What the executives did with Cohen’s requested reimbursement raises the specter of tax and accounting fraud, both former prosecutors agreed. According to the criminal information Southern District prosecutors filed against Cohen, the executives “grossed up” the amount “for tax purposes,” effectively doubling it to $360,000, and then they added $60,000 on top of that as a bonus for Cohen, arriving at a total payment to Cohen of $420,000. That amount would be spread out over the full year of 2017 in $35,000 installments, for which Cohen would submit invoices requesting “pursuant to retainer agreement … payment for services rendered.”

These machinations, presumably, served a dual purpose. First, they allowed the Trump Organization to maintain the fiction, on its books and before its auditors, that Cohen was simply being periodically paid for legal work on behalf of the company, rather than reimbursed for one-time campaign expenses. “The Company accounted for these payments as legal expenses,” the SDNY prosecutors wrote. Second, in order to maintain consistency with the Trump Organization’s deceptive accounting treatment, Cohen would have to report the full amount received as taxable income on his tax returns, rather than accurately identifying it as an untaxed reimbursement. The increased, or “grossed up,” amounts would have been to cover Cohen’s resulting taxes, since the payments to him were being classified as income, rather than a reimbursement.

The contortions may not just put the Trump Organization’s executives at risk; they could expose the president’s cherished business as well.

“I think there’s a possibility of the Trump Organization as a whole being charged,” Rocah said.

“Charges against the Trump Organization seem like a way of addressing through one path what you might not be able to address through a different path,” Sandick agreed.

“I mean it seems pretty clear to me that the Trump Organization has criminal liability here,” Miller said. “You have the fraudulent contract with Cohen. And then you have the fact that they used corporate money to reimburse a campaign contribution. So that looks like a couple different crimes to me. That’s one thing you could do is you could indict the Trump Organization and possibly the unnamed executive, and then in that indictment you just make all of the facts public and you name the president as an unindicted co-conspirator.”

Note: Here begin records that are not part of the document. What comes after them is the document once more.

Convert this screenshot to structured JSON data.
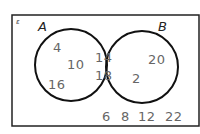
{
  "diagram": {
    "type": "venn",
    "universal_symbol": "ε",
    "sets": [
      {
        "label": "A"
      },
      {
        "label": "B"
      }
    ],
    "regions": {
      "a_only": [
        "4",
        "10",
        "16"
      ],
      "a_and_b": [
        "14",
        "18"
      ],
      "b_only": [
        "20",
        "2"
      ],
      "outside": [
        "6",
        "8",
        "12",
        "22"
      ]
    }
  }
}
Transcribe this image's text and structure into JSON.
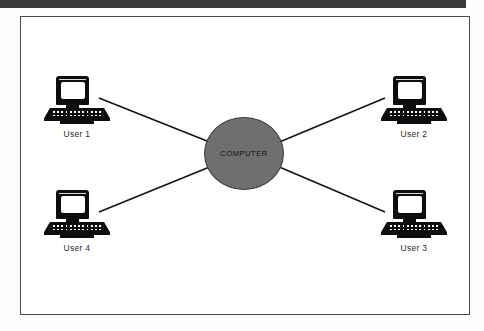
{
  "figure": {
    "type": "star-network-topology",
    "hub": {
      "label": "COMPUTER",
      "shape": "circle",
      "fill_color": "#6f6f6f",
      "stroke_color": "#3c3c3c"
    },
    "nodes": [
      {
        "id": "user-1",
        "label": "User 1",
        "icon": "desktop-computer-icon",
        "position": "top-left"
      },
      {
        "id": "user-2",
        "label": "User 2",
        "icon": "desktop-computer-icon",
        "position": "top-right"
      },
      {
        "id": "user-3",
        "label": "User 3",
        "icon": "desktop-computer-icon",
        "position": "bottom-right"
      },
      {
        "id": "user-4",
        "label": "User 4",
        "icon": "desktop-computer-icon",
        "position": "bottom-left"
      }
    ],
    "links": [
      {
        "from": "user-1",
        "to": "hub"
      },
      {
        "from": "user-2",
        "to": "hub"
      },
      {
        "from": "user-3",
        "to": "hub"
      },
      {
        "from": "user-4",
        "to": "hub"
      }
    ],
    "frame": {
      "border_color": "#4a4a4a",
      "background_color": "#ffffff"
    },
    "scan_bar_color": "#3b3b3b",
    "line_color": "#111111"
  }
}
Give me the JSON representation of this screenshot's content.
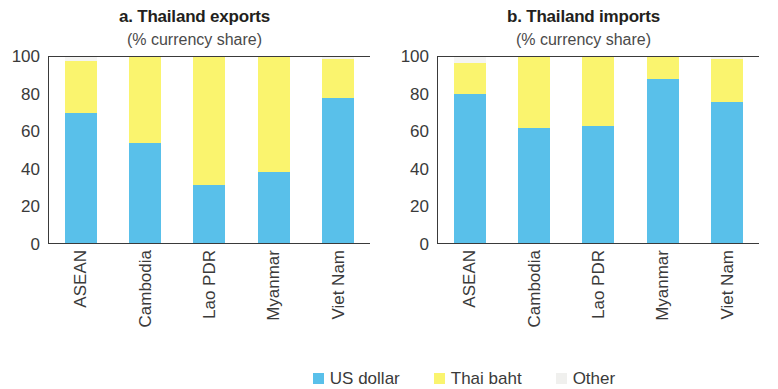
{
  "figure": {
    "panels": [
      {
        "id": "exports",
        "title": "a. Thailand exports",
        "subtitle": "(% currency share)"
      },
      {
        "id": "imports",
        "title": "b. Thailand imports",
        "subtitle": "(% currency share)"
      }
    ],
    "y_ticks": [
      "100",
      "80",
      "60",
      "40",
      "20",
      "0"
    ],
    "legend": [
      {
        "label": "US dollar",
        "color": "#59c0ea"
      },
      {
        "label": "Thai baht",
        "color": "#faf46e"
      },
      {
        "label": "Other",
        "color": "#f0f0ee"
      }
    ]
  },
  "chart_data": [
    {
      "type": "bar",
      "stacked": true,
      "title": "a. Thailand exports",
      "subtitle": "(% currency share)",
      "xlabel": "",
      "ylabel": "% currency share",
      "ylim": [
        0,
        100
      ],
      "yticks": [
        0,
        20,
        40,
        60,
        80,
        100
      ],
      "grid": false,
      "legend_position": "bottom",
      "categories": [
        "ASEAN",
        "Cambodia",
        "Lao PDR",
        "Myanmar",
        "Viet Nam"
      ],
      "series": [
        {
          "name": "US dollar",
          "color": "#59c0ea",
          "values": [
            70,
            54,
            31,
            38,
            78
          ]
        },
        {
          "name": "Thai baht",
          "color": "#faf46e",
          "values": [
            28,
            46,
            69,
            62,
            21
          ]
        },
        {
          "name": "Other",
          "color": "#f0f0ee",
          "values": [
            2,
            0,
            0,
            0,
            1
          ]
        }
      ]
    },
    {
      "type": "bar",
      "stacked": true,
      "title": "b. Thailand imports",
      "subtitle": "(% currency share)",
      "xlabel": "",
      "ylabel": "% currency share",
      "ylim": [
        0,
        100
      ],
      "yticks": [
        0,
        20,
        40,
        60,
        80,
        100
      ],
      "grid": false,
      "legend_position": "bottom",
      "categories": [
        "ASEAN",
        "Cambodia",
        "Lao PDR",
        "Myanmar",
        "Viet Nam"
      ],
      "series": [
        {
          "name": "US dollar",
          "color": "#59c0ea",
          "values": [
            80,
            62,
            63,
            88,
            76
          ]
        },
        {
          "name": "Thai baht",
          "color": "#faf46e",
          "values": [
            17,
            38,
            37,
            12,
            23
          ]
        },
        {
          "name": "Other",
          "color": "#f0f0ee",
          "values": [
            3,
            0,
            0,
            0,
            1
          ]
        }
      ]
    }
  ]
}
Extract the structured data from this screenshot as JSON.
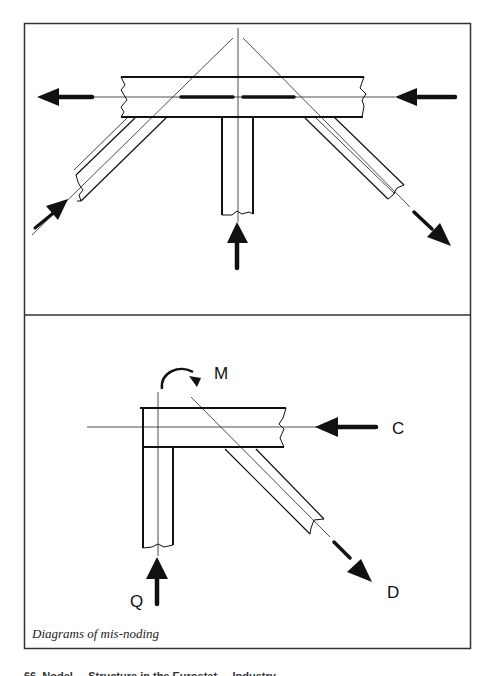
{
  "figure": {
    "caption": "Diagrams of mis-noding",
    "footer_fragment": "66. Nodal ... Structure in the Eurostat ... Industry",
    "colors": {
      "line": "#111111",
      "frame": "#333333",
      "background": "#ffffff"
    },
    "top_panel": {
      "description": "Chord with vertical post and two diagonal braces whose centroidal axes do not meet at a single node",
      "forces": [
        {
          "name": "left-chord-force",
          "direction": "left"
        },
        {
          "name": "right-chord-force",
          "direction": "left"
        },
        {
          "name": "left-brace-force",
          "direction": "up-right"
        },
        {
          "name": "post-force",
          "direction": "up"
        },
        {
          "name": "right-brace-force",
          "direction": "down-right"
        }
      ]
    },
    "bottom_panel": {
      "description": "Corner joint with column, chord and diagonal; eccentricity creates moment M",
      "labels": {
        "moment": "M",
        "chord": "C",
        "column": "Q",
        "diagonal": "D"
      }
    }
  }
}
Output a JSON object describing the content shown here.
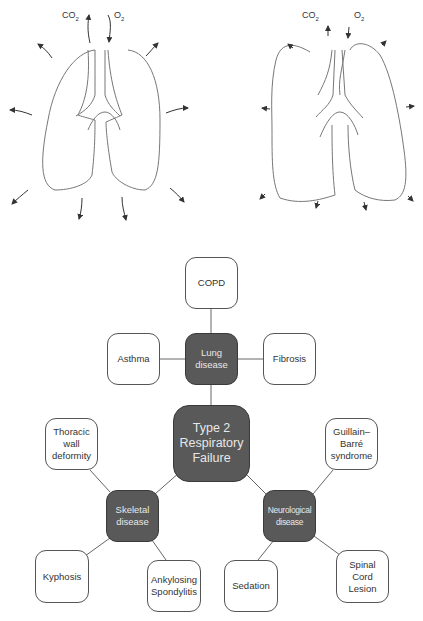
{
  "lungs": {
    "left": {
      "co2_label": "CO",
      "co2_sub": "2",
      "o2_label": "O",
      "o2_sub": "2",
      "state": "normal expansion"
    },
    "right": {
      "co2_label": "CO",
      "co2_sub": "2",
      "o2_label": "O",
      "o2_sub": "2",
      "state": "reduced expansion"
    }
  },
  "diagram": {
    "center": {
      "label": "Type 2 Respiratory Failure"
    },
    "categories": [
      {
        "id": "lung",
        "label": "Lung disease",
        "children": [
          "COPD",
          "Asthma",
          "Fibrosis"
        ]
      },
      {
        "id": "skeletal",
        "label": "Skeletal disease",
        "children": [
          "Thoracic wall deformity",
          "Kyphosis",
          "Ankylosing Spondylitis"
        ]
      },
      {
        "id": "neuro",
        "label": "Neurological disease",
        "children": [
          "Guillain–Barré syndrome",
          "Sedation",
          "Spinal Cord Lesion"
        ]
      }
    ]
  },
  "colors": {
    "dark_node": "#595959",
    "stroke": "#555555"
  }
}
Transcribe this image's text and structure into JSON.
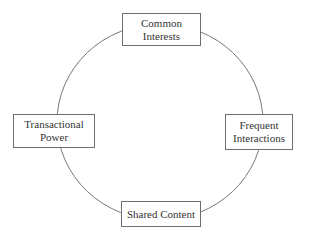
{
  "diagram": {
    "type": "cycle",
    "line_color": "#777777",
    "box_border_color": "#6e6e6e",
    "text_color": "#333333",
    "nodes": [
      {
        "id": "top",
        "lines": [
          "Common",
          "Interests"
        ]
      },
      {
        "id": "right",
        "lines": [
          "Frequent",
          "Interactions"
        ]
      },
      {
        "id": "bottom",
        "lines": [
          "Shared Content"
        ]
      },
      {
        "id": "left",
        "lines": [
          "Transactional",
          "Power"
        ]
      }
    ]
  }
}
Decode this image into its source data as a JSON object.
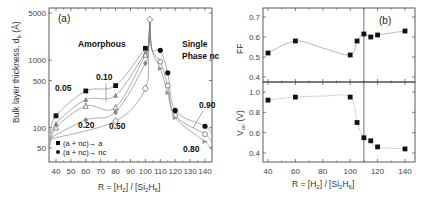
{
  "chart_data": [
    {
      "id": "a",
      "type": "line",
      "panel_label": "(a)",
      "xlabel": "R = [H2] / [Si2H6]",
      "ylabel": "Bulk layer thickness, db (Å)",
      "xlim": [
        35,
        145
      ],
      "ylim": [
        30,
        5000
      ],
      "yscale": "log",
      "x_ticks": [
        40,
        50,
        60,
        70,
        80,
        90,
        100,
        110,
        120,
        130,
        140
      ],
      "y_ticks": [
        50,
        100,
        500,
        1000,
        5000
      ],
      "region_labels": [
        "Amorphous",
        "Single",
        "Phase nc"
      ],
      "legend": [
        {
          "marker": "filled-square",
          "label": "(a + nc)→ a"
        },
        {
          "marker": "filled-circle",
          "label": "(a + nc)→ nc"
        }
      ],
      "legend_position": "bottom-left",
      "series": [
        {
          "name": "0.05",
          "marker": "filled-square",
          "color": "#111111",
          "x": [
            40,
            60,
            80,
            100
          ],
          "y": [
            150,
            350,
            420,
            1500
          ]
        },
        {
          "name": "0.10",
          "marker": "grey-triangle",
          "color": "#888888",
          "x": [
            40,
            60,
            80,
            100
          ],
          "y": [
            115,
            260,
            300,
            1300
          ]
        },
        {
          "name": "0.20",
          "marker": "open-triangle",
          "color": "#666666",
          "x": [
            40,
            60,
            80,
            100
          ],
          "y": [
            100,
            210,
            200,
            1200
          ]
        },
        {
          "name": "0.30",
          "marker": "grey-diamond",
          "color": "#999999",
          "x": [
            60,
            80,
            100
          ],
          "y": [
            130,
            170,
            900
          ]
        },
        {
          "name": "0.50",
          "marker": "open-diamond",
          "color": "#777777",
          "x": [
            80,
            100
          ],
          "y": [
            125,
            380
          ]
        },
        {
          "name": "peak",
          "marker": "open-diamond",
          "color": "#777777",
          "x": [
            103
          ],
          "y": [
            4000
          ]
        },
        {
          "name": "0.90",
          "marker": "filled-circle",
          "color": "#111111",
          "x": [
            110,
            115,
            120,
            140
          ],
          "y": [
            1400,
            650,
            180,
            105
          ]
        },
        {
          "name": "nc-open",
          "marker": "open-circle",
          "color": "#777777",
          "x": [
            110,
            115,
            120,
            140
          ],
          "y": [
            950,
            420,
            150,
            80
          ]
        },
        {
          "name": "0.80",
          "marker": "grey-triangle-right",
          "color": "#999999",
          "x": [
            110,
            115,
            120,
            140
          ],
          "y": [
            750,
            330,
            140,
            62
          ]
        }
      ],
      "annotations": [
        "0.05",
        "0.10",
        "0.20",
        "0.50",
        "0.90",
        "0.80"
      ]
    },
    {
      "id": "b-ff",
      "type": "line",
      "panel_label": "(b)",
      "ylabel": "FF",
      "xlim": [
        35,
        145
      ],
      "ylim": [
        0.38,
        0.75
      ],
      "y_ticks": [
        0.4,
        0.5,
        0.6,
        0.7
      ],
      "vline_x": 110,
      "x": [
        40,
        60,
        100,
        105,
        110,
        115,
        120,
        140
      ],
      "y": [
        0.52,
        0.58,
        0.51,
        0.58,
        0.615,
        0.6,
        0.61,
        0.63
      ]
    },
    {
      "id": "b-voc",
      "type": "line",
      "ylabel": "Voc (V)",
      "xlabel": "R = [H2] / [Si2H6]",
      "xlim": [
        35,
        145
      ],
      "ylim": [
        0.3,
        1.08
      ],
      "y_ticks": [
        0.4,
        0.6,
        0.8,
        1.0
      ],
      "x_ticks": [
        40,
        60,
        80,
        100,
        120,
        140
      ],
      "vline_x": 110,
      "x": [
        40,
        60,
        100,
        105,
        110,
        115,
        120,
        140
      ],
      "y": [
        0.92,
        0.95,
        0.95,
        0.7,
        0.55,
        0.52,
        0.46,
        0.44
      ]
    }
  ],
  "text": {
    "a_panel": "(a)",
    "b_panel": "(b)",
    "amorphous": "Amorphous",
    "single": "Single",
    "phase_nc": "Phase nc",
    "legend_a": "(a + nc)→ a",
    "legend_nc": "(a + nc)→ nc",
    "ylabel_left": "Bulk layer thickness, d",
    "ylabel_left_sub": "b",
    "ylabel_left_unit": " (Å)",
    "xlabel_main": "R = [H",
    "xlabel_sub1": "2",
    "xlabel_mid": "] / [Si",
    "xlabel_sub2": "2",
    "xlabel_h": "H",
    "xlabel_sub3": "6",
    "xlabel_end": "]",
    "ff_label": "FF",
    "voc_label": "V",
    "voc_sub": "oc",
    "voc_unit": " (V)"
  }
}
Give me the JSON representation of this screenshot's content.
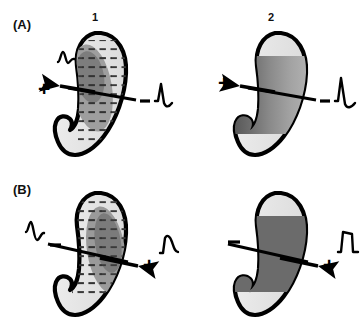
{
  "figure": {
    "type": "cardiac-depolarization-vector-diagram",
    "panels": [
      {
        "id": "A",
        "label": "(A)",
        "columns": [
          {
            "id": "A1",
            "number": "1",
            "ventricle_fill": "hatched-stipple",
            "activation_region": "left-mid-dark-ellipse",
            "vector_direction": "left",
            "left_electrode_sign": "+",
            "right_electrode_sign": "−",
            "left_waveform": "upward-spike-then-dip",
            "right_waveform": "upward-spike-then-dip"
          },
          {
            "id": "A2",
            "number": "2",
            "ventricle_fill": "horizontal-gradient-bands",
            "activation_region": "full-mid-band",
            "vector_direction": "left",
            "left_electrode_sign": "+",
            "right_electrode_sign": "−",
            "left_waveform": "none",
            "right_waveform": "tall-upward-spike-then-dip"
          }
        ]
      },
      {
        "id": "B",
        "label": "(B)",
        "columns": [
          {
            "id": "B1",
            "number": "1",
            "ventricle_fill": "hatched-stipple",
            "activation_region": "right-mid-dark-ellipse",
            "vector_direction": "right",
            "left_electrode_sign": "−",
            "right_electrode_sign": "+",
            "left_waveform": "spike-then-downward-dip",
            "right_waveform": "rounded-positive-hump"
          },
          {
            "id": "B2",
            "number": "2",
            "ventricle_fill": "solid-dark-band",
            "activation_region": "full-mid-band",
            "vector_direction": "right",
            "left_electrode_sign": "−",
            "right_electrode_sign": "+",
            "left_waveform": "none",
            "right_waveform": "broad-positive-plateau"
          }
        ]
      }
    ]
  },
  "labels": {
    "panel_a": "(A)",
    "panel_b": "(B)",
    "column_1": "1",
    "column_2": "2",
    "plus": "+",
    "minus": "–"
  },
  "colors": {
    "outline": "#000000",
    "background": "#ffffff",
    "myocardium_light": "#e6e6e6",
    "myocardium_mid": "#c0c0c0",
    "activation_dark": "#6e6e6e",
    "activation_darker": "#595959",
    "hatch_mark": "#3a3a3a"
  }
}
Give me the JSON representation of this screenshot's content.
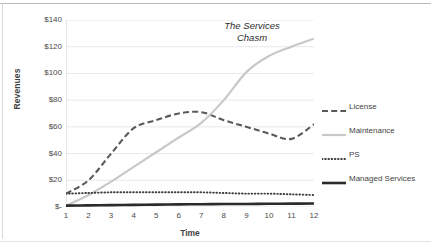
{
  "chart_data": {
    "type": "line",
    "title": "",
    "xlabel": "Time",
    "ylabel": "Revenues",
    "annotation": "The Services Chasm",
    "annotation_line1": "The Services",
    "annotation_line2": "Chasm",
    "x": [
      1,
      2,
      3,
      4,
      5,
      6,
      7,
      8,
      9,
      10,
      11,
      12
    ],
    "categories": [
      "1",
      "2",
      "3",
      "4",
      "5",
      "6",
      "7",
      "8",
      "9",
      "10",
      "11",
      "12"
    ],
    "ylim": [
      0,
      140
    ],
    "ytick_values": [
      0,
      20,
      40,
      60,
      80,
      100,
      120,
      140
    ],
    "ytick_labels": [
      "$-",
      "$20",
      "$40",
      "$60",
      "$80",
      "$100",
      "$120",
      "$140"
    ],
    "grid": true,
    "grid_axis": "y",
    "legend_position": "right",
    "series": [
      {
        "name": "License",
        "style": "dashed",
        "color": "#59595b",
        "values": [
          10,
          20,
          40,
          59,
          65,
          70,
          71,
          65,
          60,
          55,
          51,
          62
        ]
      },
      {
        "name": "Maintenance",
        "style": "solid-light",
        "color": "#c8c8c8",
        "values": [
          1,
          9,
          19,
          30,
          41,
          52,
          63,
          80,
          101,
          113,
          120,
          126
        ]
      },
      {
        "name": "PS",
        "style": "dotted",
        "color": "#3d3d3d",
        "values": [
          10,
          10.5,
          11,
          11,
          11,
          11,
          11,
          10.5,
          10,
          10,
          9.5,
          9
        ]
      },
      {
        "name": "Managed Services",
        "style": "solid-thick",
        "color": "#2b2b2b",
        "values": [
          1,
          1.2,
          1.4,
          1.6,
          1.8,
          2,
          2.1,
          2.2,
          2.3,
          2.4,
          2.5,
          2.6
        ]
      }
    ]
  },
  "legend": {
    "items": [
      {
        "label": "License",
        "style": "dashed",
        "color": "#59595b"
      },
      {
        "label": "Maintenance",
        "style": "solid-light",
        "color": "#c8c8c8"
      },
      {
        "label": "PS",
        "style": "dotted",
        "color": "#3d3d3d"
      },
      {
        "label": "Managed Services",
        "style": "solid-thick",
        "color": "#2b2b2b"
      }
    ]
  },
  "colors": {
    "background": "#ffffff",
    "gridline": "#e8e8e8",
    "axis": "#d0d0d0",
    "text": "#3f3f3f"
  }
}
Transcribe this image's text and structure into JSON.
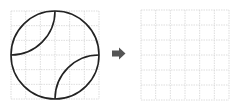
{
  "diagram": {
    "grid_rows": 6,
    "grid_cols": 6,
    "colors": {
      "grid_line": "#d4d4d4",
      "shape_stroke": "#222222",
      "arrow": "#555555",
      "background": "#ffffff"
    },
    "left_panel": {
      "label": "source figure",
      "shape": "circle with two inner quarter-circle arcs"
    },
    "arrow": {
      "icon": "right-arrow-icon"
    },
    "right_panel": {
      "label": "empty target grid"
    }
  }
}
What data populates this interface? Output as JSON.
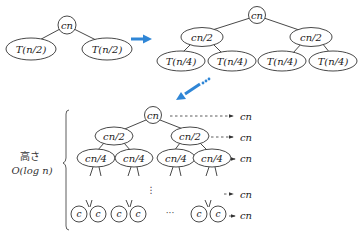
{
  "diagram": {
    "accent_color": "#2f86d6",
    "stage1": {
      "root": "cn",
      "children": [
        "T(n/2)",
        "T(n/2)"
      ]
    },
    "stage2": {
      "root": "cn",
      "level1": [
        "cn/2",
        "cn/2"
      ],
      "level2": [
        "T(n/4)",
        "T(n/4)",
        "T(n/4)",
        "T(n/4)"
      ]
    },
    "stage3": {
      "root": "cn",
      "level1": [
        "cn/2",
        "cn/2"
      ],
      "level2": [
        "cn/4",
        "cn/4",
        "cn/4",
        "cn/4"
      ],
      "vertical_ellipsis": "⋮",
      "leaves": [
        "c",
        "c",
        "c",
        "c",
        "c",
        "c"
      ],
      "leaf_ellipsis": "···",
      "level_costs": [
        "cn",
        "cn",
        "cn",
        "cn",
        "cn"
      ],
      "height_label_line1": "高さ",
      "height_label_line2": "O(log n)"
    },
    "arrows": [
      {
        "from": "stage1",
        "to": "stage2",
        "style": "solid",
        "direction": "right"
      },
      {
        "from": "stage2",
        "to": "stage3",
        "style": "dotted-tail",
        "direction": "down-left"
      }
    ]
  }
}
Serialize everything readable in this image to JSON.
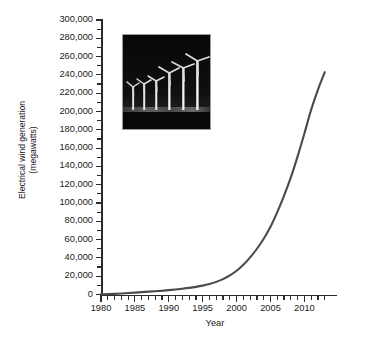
{
  "chart_data": {
    "type": "line",
    "title": "",
    "xlabel": "Year",
    "ylabel": "Electrical wind generation (megawatts)",
    "ylabel_line1": "Electrical wind generation",
    "ylabel_line2": "(megawatts)",
    "xlim": [
      1980,
      2013.5
    ],
    "ylim": [
      0,
      300000
    ],
    "ytick_step": 20000,
    "yminor_step": 10000,
    "xtick_step": 5,
    "xminor_step": 1,
    "grid": false,
    "legend": "none",
    "line_color": "#4a4a4a",
    "axis_color": "#2b2b2b",
    "ytick_labels": [
      "0",
      "20,000",
      "40,000",
      "60,000",
      "80,000",
      "100,000",
      "120,000",
      "140,000",
      "160,000",
      "180,000",
      "200,000",
      "220,000",
      "240,000",
      "260,000",
      "280,000",
      "300,000"
    ],
    "ytick_values": [
      0,
      20000,
      40000,
      60000,
      80000,
      100000,
      120000,
      140000,
      160000,
      180000,
      200000,
      220000,
      240000,
      260000,
      280000,
      300000
    ],
    "xtick_labels": [
      "1980",
      "1985",
      "1990",
      "1995",
      "2000",
      "2005",
      "2010"
    ],
    "xtick_values": [
      1980,
      1985,
      1990,
      1995,
      2000,
      2005,
      2010
    ],
    "series": [
      {
        "name": "Electrical wind generation",
        "x": [
          1980,
          1981,
          1982,
          1983,
          1984,
          1985,
          1986,
          1987,
          1988,
          1989,
          1990,
          1991,
          1992,
          1993,
          1994,
          1995,
          1996,
          1997,
          1998,
          1999,
          2000,
          2001,
          2002,
          2003,
          2004,
          2005,
          2006,
          2007,
          2008,
          2009,
          2010,
          2011,
          2012,
          2013
        ],
        "values": [
          10,
          25,
          90,
          210,
          600,
          1020,
          1270,
          1450,
          1580,
          1730,
          1930,
          2170,
          2510,
          2990,
          3490,
          4780,
          6100,
          7600,
          10200,
          13600,
          17400,
          23900,
          31100,
          39431,
          47620,
          59091,
          74052,
          93820,
          120690,
          159050,
          197940,
          238110,
          282580,
          243000
        ],
        "display_x": [
          1980,
          1981,
          1982,
          1983,
          1984,
          1985,
          1986,
          1987,
          1988,
          1989,
          1990,
          1991,
          1992,
          1993,
          1994,
          1995,
          1996,
          1997,
          1998,
          1999,
          2000,
          2001,
          2002,
          2003,
          2004,
          2005,
          2006,
          2007,
          2008,
          2009,
          2010,
          2011,
          2012,
          2013
        ],
        "display_values": [
          200,
          400,
          700,
          1100,
          1600,
          2100,
          2600,
          3100,
          3600,
          4100,
          4800,
          5500,
          6300,
          7200,
          8300,
          9700,
          11500,
          13800,
          16800,
          20800,
          26000,
          32500,
          40500,
          50000,
          61000,
          74000,
          90000,
          108000,
          128000,
          151000,
          176000,
          202000,
          224000,
          243000
        ],
        "end_point": {
          "year": 2013,
          "value": 243000
        }
      }
    ]
  },
  "inset_photo": {
    "name": "wind-turbine-photograph",
    "description": "Night photograph of a row of white wind turbines against a dark sky",
    "turbine_count": 6,
    "background_color": "#0a0a0a",
    "turbine_color": "#e8e8e8",
    "border_color": "#9a9a9a"
  }
}
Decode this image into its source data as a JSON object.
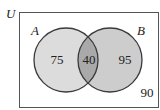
{
  "diagram": {
    "type": "venn",
    "universe_label": "U",
    "sets": [
      {
        "name": "A",
        "only_count": "75",
        "fill": "#dcdcdc"
      },
      {
        "name": "B",
        "only_count": "95",
        "fill": "#cdcdcd"
      }
    ],
    "intersection_count": "40",
    "intersection_fill": "#a9a9a9",
    "outside_count": "90",
    "stroke_color": "#3a3a3a",
    "background": "#ffffff"
  }
}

An indictment premised on the disguised reimbursement to Cohen could provide prosecutors with the vehicle to name the president as an unindicted co-conspirator. On Fox News Sunday, in the course of a discussion about President Trump’s prior denials that he knew about the secret payment to Stormy Daniels, the president’s personal attorney Rudy Giuliani appeared to admit that Trump was personally involved in the reimbursement scheme. “The president did talk to Cohen or to people in between,” Giuliani said, “and they arranged to reimburse Cohen. This is after the payment was made, after it was over — after the campaign was over.”

What may be tricky, however, is figuring out what part of the Trump Organization to charge, since it’s composed of many different entities operating under a single name. “You hold interests as the sole or principal owner in more than 500 separate entities,” Sheri Dillon and William Nelson wrote in a letter to the president dated March 8, 2017.

The letter was released to the public in lieu of disclosure of president Trump’s personal income tax returns.

Former prosecutors pointed out that a prosecution of a business organization would not be undertaken lightly. The Department of Justice’s frequently revised guidelines on the subject “generally tend to discourage charging organizations because of the concern about harm to third parties,” Sandick said.

On the other hand, it’s unclear how many employees the Trump Organization has, and thus could be affected, since much of their work seems to be in the area of licensing the Trump name, according to Sandick.

“The truth is nobody, even those of us in the alumni network, lived through something quite like this,” said Sandick. “I was there during 9/11 and we saw lots of huge cases, high profile things. I remember lots of big things happening in the office. But this is, kind of, of a different magnitude.”